How significant is a $500 billion price tag for a company whose product is designed to be as stable as it is ubiquitous? Such a valuation, if realized, would position Tether Holdings among the largest private companies globally and recast conventional comparisons within private capital markets, aligning it with firms like SpaceX and OpenAI in scale, if not in industry. The proposal to raise $15–20 billion through a private placement by issuing roughly a 3% equity stake implies a targeted enterprise value near $500 billion, a figure that reflects investor appetite for crypto infrastructure more than settled consensus, since negotiations are at an early stage and the number remains preliminary. Tether’s reported profitability and large reserve base also highlight its business model’s similarity to traditional financial intermediaries, which some analysts view as underpinning its valuation bank-like model. Tether’s recent earnings provide context for the proposal: a reported $4.9 billion net profit in Q2 2025 and reserves of $162.5 billion exceed liabilities of $157.1 billion, underscoring a balance-sheet strength uncommon among stablecoin issuers. Cantor Fitzgerald is lead advisor. Those metrics reinforce arguments that the firm’s stablecoin, the world’s largest by issuance, constitutes a durable revenue and liquidity engine, supporting narratives that justify premium private valuations. The company’s operational base in El Salvador also distinguishes its geographic footprint from traditional crypto hubs, signaling both regulatory distance and unconventional strategic positioning. This strategic positioning may allow Tether to leverage blockchain scalability innovations that are increasingly critical to crypto infrastructure.

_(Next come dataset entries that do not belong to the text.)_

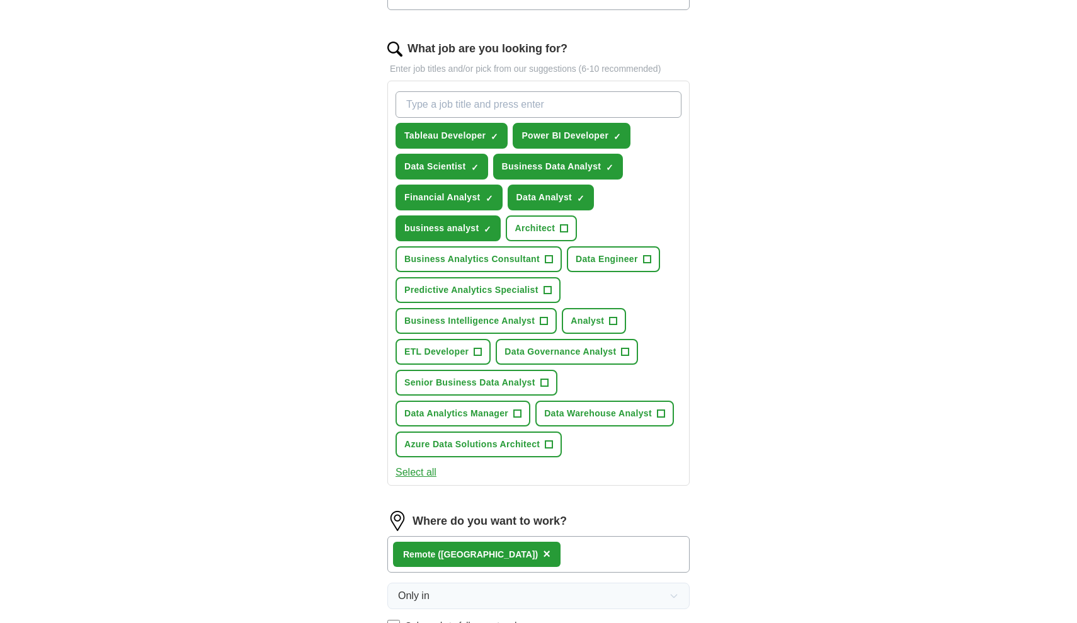 Image resolution: width=1077 pixels, height=623 pixels. Describe the element at coordinates (597, 413) in the screenshot. I see `span: Data Warehouse Analyst` at that location.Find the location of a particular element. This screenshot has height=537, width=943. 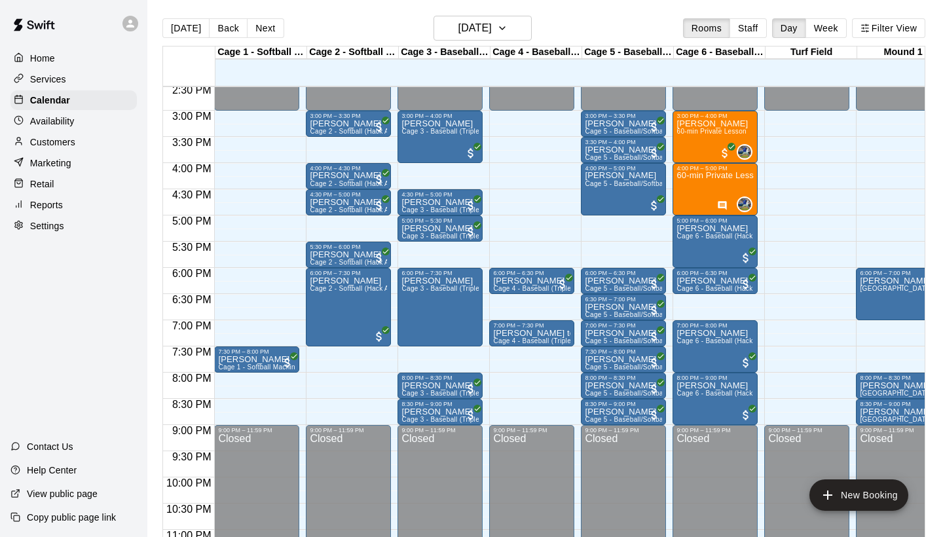

span: 6:00 PM is located at coordinates (192, 273).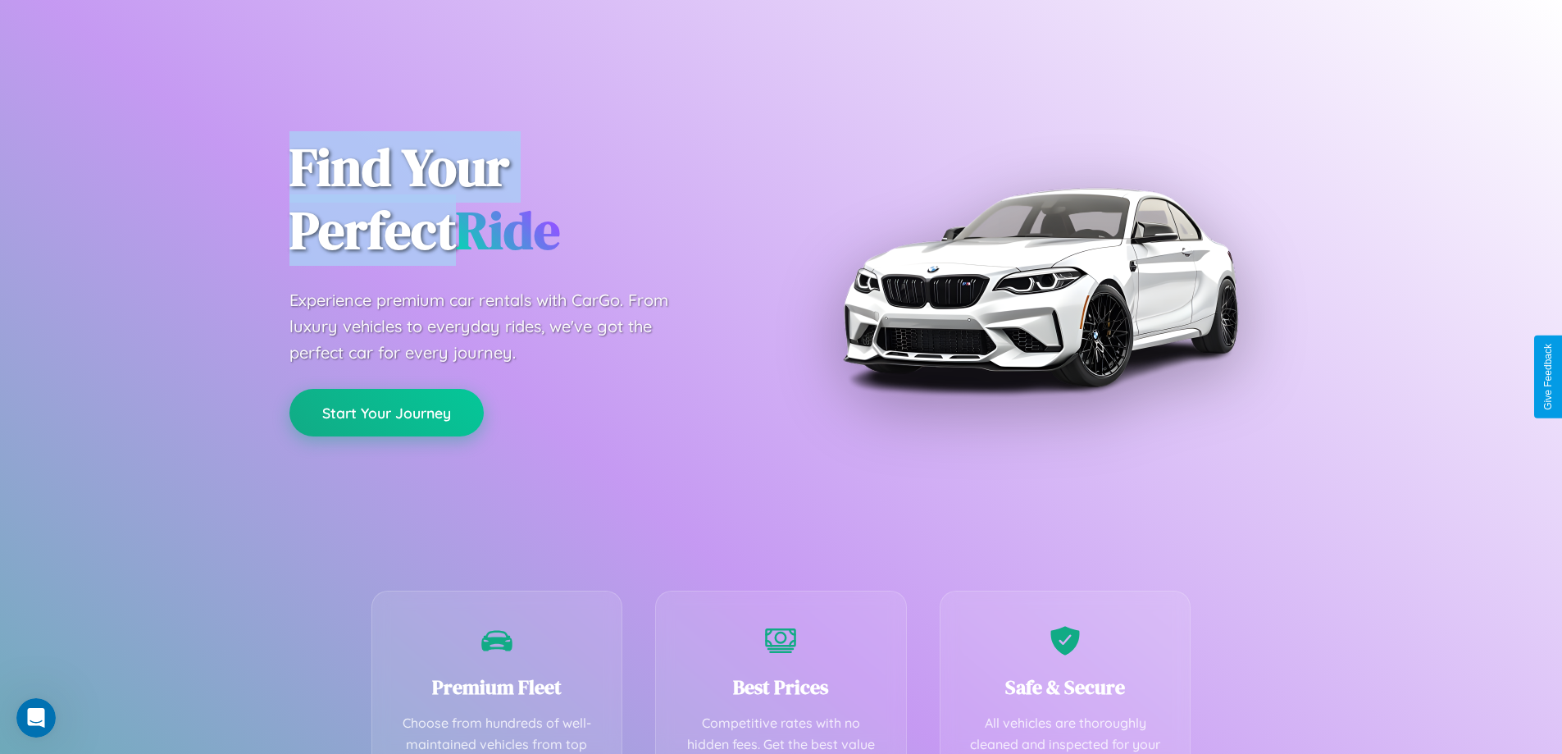 The width and height of the screenshot is (1562, 754). Describe the element at coordinates (494, 326) in the screenshot. I see `p: Experience premium car rentals with CarGo. From luxury vehicles to everyday rides, we've got the ...` at that location.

A $500 billion valuation would place Tether among the largest private companies, signaling huge private-market confidence amid uncertainty
Market and competitive dynamics complicate the picture. A valuation dwarfing Circle Internet Group’s roughly $30 billion public market capitalization highlights the gap between private and public assessments of crypto firms, and it signals a maturation of private capital toward digital-asset infrastructure. Yet the industry faces headwinds: intensifying stablecoin competition, potential regulatory tightening, and macro sensitivities such as declining U.S. interest rates that could compress margins. Such factors introduce volatility to future earnings forecasts and, by extension, to valuation multiples.
Investor perception splits between enthusiasm for a platform seen as essential to crypto liquidity and caution over regulatory and market unpredictability. Cantor Fitzgerald’s role as lead advisor lends structuring credibility to the placement, while the decision to issue new shares — rather than facilitate secondary sales — indicates an intent to raise fresh capital for strategic uses. Ultimately, the $500 billion figure is a statement of market confidence tempered by material uncertainty; it could reshape private-company rankings, but it remains contingent on negotiation outcomes, regulatory developments, and macro and crypto-market dynamics.